Never before seen in the United States (other than via poor-quality Japanese bootlegs), Anchor Bay releases Hitch-Hike with commendable aplomb. The widescreen 1.85:1 print looks good and the mono audio track is first-rate. (Stereo would've been cool, though, since the film has Morricone music.) Extras make up for in quality what they lack in quantity.
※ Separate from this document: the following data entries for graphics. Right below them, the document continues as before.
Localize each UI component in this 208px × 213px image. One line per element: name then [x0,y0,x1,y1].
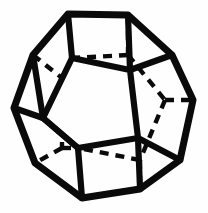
spoke-top-right [128,15,130,70]
spoke-bottom-left [78,148,82,198]
spoke-bottom-right [138,138,140,189]
spoke-top-left [68,14,72,58]
dodecahedron-diagram [0,0,208,213]
figure-canvas [0,0,208,213]
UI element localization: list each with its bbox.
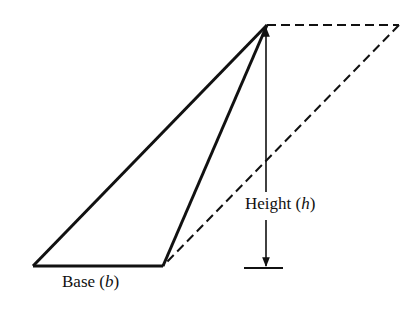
triangle-right-side (163, 25, 267, 266)
height-label-text: Height (245, 194, 291, 213)
base-label-text: Base (62, 272, 95, 291)
base-variable: b (105, 272, 114, 291)
diagram-canvas (0, 0, 416, 312)
height-label: Height (h) (245, 194, 315, 214)
triangle-left-side (33, 25, 267, 266)
triangle-area-diagram: Height (h) Base (b) (0, 0, 416, 312)
base-label: Base (b) (62, 272, 119, 292)
dashed-right-edge (163, 25, 399, 266)
height-variable: h (301, 194, 310, 213)
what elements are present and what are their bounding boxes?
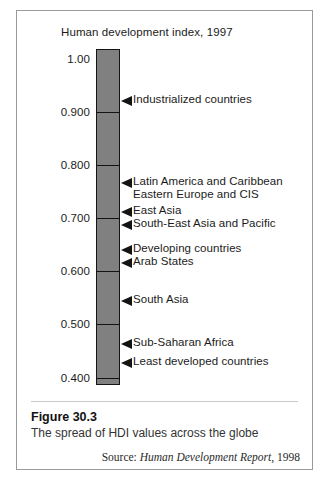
left-arrow-icon <box>121 220 132 230</box>
figure-caption: The spread of HDI values across the glob… <box>31 425 300 442</box>
tick-label-0-800: 0.800 <box>18 159 90 171</box>
annotation-latin-america-eastern-europe: Latin America and Caribbean Eastern Euro… <box>121 175 283 200</box>
annotation-label-secondary: Eastern Europe and CIS <box>133 188 283 201</box>
figure-source: Source: Human Development Report, 1998 <box>31 451 300 463</box>
annotation-label: South-East Asia and Pacific <box>133 217 276 230</box>
source-year: , 1998 <box>271 451 300 463</box>
caption-divider <box>31 401 298 402</box>
left-arrow-icon <box>121 258 132 268</box>
left-arrow-icon <box>121 207 132 217</box>
source-prefix: Source: <box>102 451 137 463</box>
annotation-sub-saharan-africa: Sub-Saharan Africa <box>121 336 234 349</box>
bar-divider-0-900 <box>96 112 120 113</box>
annotation-label: Industrialized countries <box>133 93 252 106</box>
hdi-scale-bar <box>96 49 120 385</box>
left-arrow-icon <box>121 178 132 188</box>
tick-label-0-400: 0.400 <box>18 372 90 384</box>
left-arrow-icon <box>121 358 132 368</box>
bar-divider-0-800 <box>96 165 120 166</box>
annotation-label: Arab States <box>133 255 194 268</box>
tick-label-0-500: 0.500 <box>18 318 90 330</box>
annotation-south-east-asia-pacific: South-East Asia and Pacific <box>121 217 276 230</box>
annotation-label-group: Latin America and Caribbean Eastern Euro… <box>133 175 283 200</box>
annotation-label: Sub-Saharan Africa <box>133 336 234 349</box>
left-arrow-icon <box>121 296 132 306</box>
annotation-least-developed-countries: Least developed countries <box>121 355 269 368</box>
tick-label-1-00: 1.00 <box>18 53 90 65</box>
annotation-south-asia: South Asia <box>121 293 188 306</box>
bar-divider-0-500 <box>96 324 120 325</box>
annotation-label: East Asia <box>133 204 181 217</box>
caption-block: Figure 30.3 The spread of HDI values acr… <box>31 409 300 463</box>
left-arrow-icon <box>121 339 132 349</box>
tick-label-0-600: 0.600 <box>18 265 90 277</box>
chart-area: Human development index, 1997 1.00 0.900… <box>17 11 312 399</box>
annotation-label: South Asia <box>133 293 188 306</box>
tick-label-0-900: 0.900 <box>18 106 90 118</box>
annotation-east-asia: East Asia <box>121 204 181 217</box>
annotation-label: Developing countries <box>133 242 241 255</box>
bar-divider-0-400 <box>96 378 120 379</box>
source-title: Human Development Report <box>140 451 272 463</box>
tick-label-0-700: 0.700 <box>18 212 90 224</box>
annotation-industrialized-countries: Industrialized countries <box>121 93 252 106</box>
bar-divider-0-700 <box>96 218 120 219</box>
figure-frame: Human development index, 1997 1.00 0.900… <box>16 10 313 470</box>
annotation-label: Latin America and Caribbean <box>133 175 283 187</box>
bar-divider-0-600 <box>96 271 120 272</box>
annotation-arab-states: Arab States <box>121 255 194 268</box>
axis-tick-labels: 1.00 0.900 0.800 0.700 0.600 0.500 0.400 <box>17 11 90 399</box>
left-arrow-icon <box>121 96 132 106</box>
figure-number: Figure 30.3 <box>31 409 300 425</box>
annotation-label: Least developed countries <box>133 355 269 368</box>
annotation-developing-countries: Developing countries <box>121 242 241 255</box>
left-arrow-icon <box>121 245 132 255</box>
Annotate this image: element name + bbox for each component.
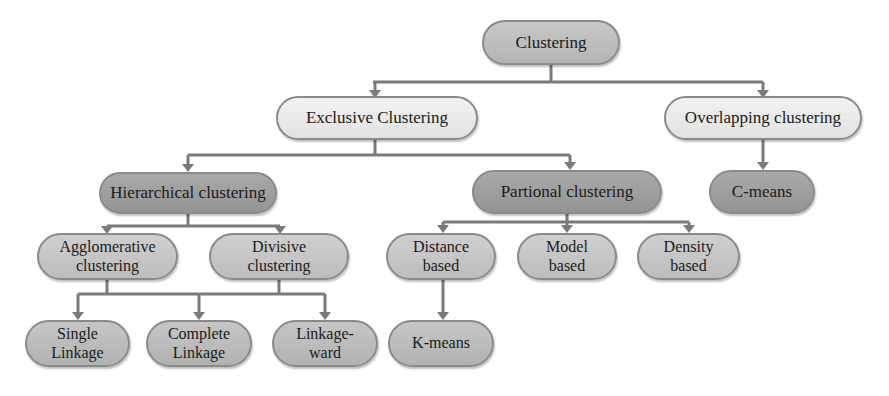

    You get the original theatrical trailer, which thankfully doesn't give anything away and is actually quite riveting, and a 17-minute documentary, The Devil Thumbs a Ride. 25 years on, the three principal actors Franco Nero, Corinne Clery, and David Hess recount their experiences working on the film. (Nero and Hess in English, while the still beautiful Clery speaks in subtitled Italian.) It's genuinely interesting and amusing, made so not only by the anecdotes of the stars but also the skillfully clever way the interview segments are interwoven with clips and music from the film. Yet another great featurette produced for Anchor Bay by Blue Underground (which also has its own line of DVDs). 10/26/02
UPDATE In April 2008, Blue Underground is reissuing this title using the identical transfer and extras.